Hi Johnicholas,
Thanks again for the two good questions! They happen to be related to
each other, and all relate to the same issue of description reader.
See my inline answers.
Ke
On Feb 28, 12:49 pm, Johnicholas <
johnicholas.hi...@gmail.com> wrote:
> Hello, Ke Jin.
>
> I am looking forward to experimenting with Pococapsule, but I'm having
> trouble with the Java and Jni components.
> Eventually I will solve the configuration problems, but in the
> meantime, could you explain what features or libraries from Java
> pococapsule is using? I'm not a "everything must be the same language"
> bigot, but none of the articles I read mentioned that Pococapsule was
> using Java internally.
>
All PocoCapsule development tools/utilities, such as pxgenproxy,
pxtransform, pxencode, etc. are written in Java. In addition, one of
the three description readers of PocoCapsule uses, through JNI, the
same java based XML parsing and DOM transformation engine of these
tools (the other two description readers are purely C++ based) .
Although this Java based XML description reader could be used in
production runtime if feasible, it is most likely to be used in
learning, testing, and development time. See more discussion on this
issue below.
> Also, I note that pococapsule is using Xerces. How difficult would it
> be to substitute the Kranf parser ("Small, simple, cross-platform,
> free and fast C++ XML Parser") instead? I know it is less standards-
> compliant, but small and simple is very tempting.
It is straightforward. In PocoCapsule, application description readers
can easily be implemented, replaced, and added (registered) to the
core engine. To do this, one only need to implement a description
reader that extends the POCO_AppDescReader class (pocodom.h) and
register itself to PocoCapsule through static singleton constructor.
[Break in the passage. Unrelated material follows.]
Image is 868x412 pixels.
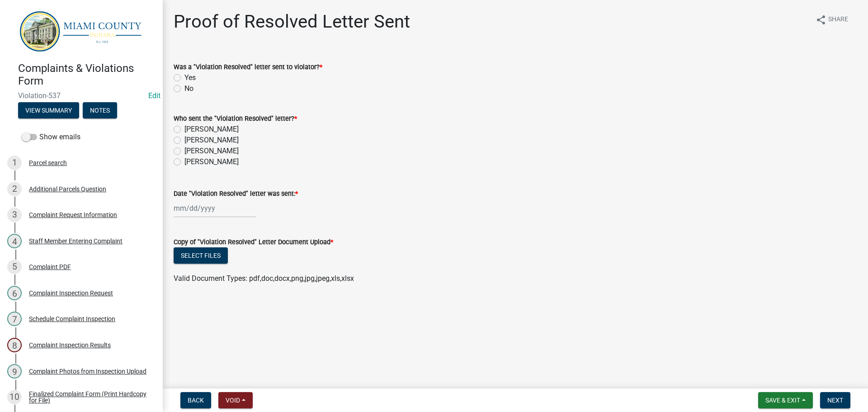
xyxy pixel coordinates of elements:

For detail, the Xerces based XML reader can be used as an example (in
xmlreader/xmlreader.C/h). Implementing a new XML description reader
from scratch should need less than two hours and 300 lines of code.
However, I do not see the need and advantage of having another XML
description reader in PocoCapsule. Even the Xercse based XML
application reader in PocoCapsule is only included in the source code
as an example (to show how to implement an description reader) rather
than for any practical advantage. What should be used is the Java
through JNI based XML description reader (in the xslreader directory).
This reader appears to be worse than other C++ native alternatives but
is actually a sufficient and better solution for XML handling and
model transformation in PocoCapsule (see discussions below). If any
additional description readers are to be added, I would look at, for
instance a Lisp S-Expression reader, a C++ or Java annotation reader,
etc.. rather than another XML reader.
The conclusion above is based on the following consideration namely,
IoC frameworks are not intended to be yet another scripting
environment. Rather, IoC frameworks are mainly for:
* Separating plumbing logic (component life cycle controls wirings,
initial property settings etc.) from business logic and supporting
framework agnostic business logic components.
* Allowing user to setup (configure/deployment/etc.) an application
declaratively (by expressing what it is alike, rather than the
procedure of how to build it step-by-step),
* Supporting the idea of software product lines (SPL) based on
reusable and quickly reconfigurable components and domain-specific
modeling.
Therefore, in real production environments (especially, considering
they are C++ applications), it is not that desirable that XML
descriptions would be directly used without first going through
testing/verification/packaging etc. manipulations. For instance, many
component frameworks (such as EJB, CCM, etc.) require XML descriptors
to be used after being packaged in .ear, war, or .zip files.
Therefore, in PocoCapsule, directly using XML descriptions is believed
to be mostly useful for learning, testing, and product development. In
PocoCapsule, XML descriptions can be pre-parsed, validated, model
transformed, and encoded off-line using the PocoCapsule development
tool pxencode. PocoCapsule runtime engine is able to read these pre-
encode descriptions directly without using any XML parser at all.
Therefore, for testing, validating, developmenting purposes, the size
(footprint) of the XML handling library is a much less significant
issue than its functions. A primitive XML library that does not
support schema validation and XSLT transformation is useless for these
purposes.
For production applicatins, if the XML library's runtime footprint is
an concern, then the best solution is simply eliminate the XML
handling instead of reduce it. By eliminating XML handling completely,
the PocoCapsule engine is able to have a runtime footprint of
~70Kbytes.
Therefore, the Java via JNI based XML description reader of
PocoCapsule is sufficient for its purposes and needs. And other native
C++ alternatives would neither meet the testing, validation, and
development purposes, nor meet the rogorous runtime footprint
requirements. For instance, the suggested Kranf XML parser is too
primitive (does not come with XSLT support) on one side, and too heavy
on the other side (100K, comparing to the 70Kbytes of the PocoCapsule).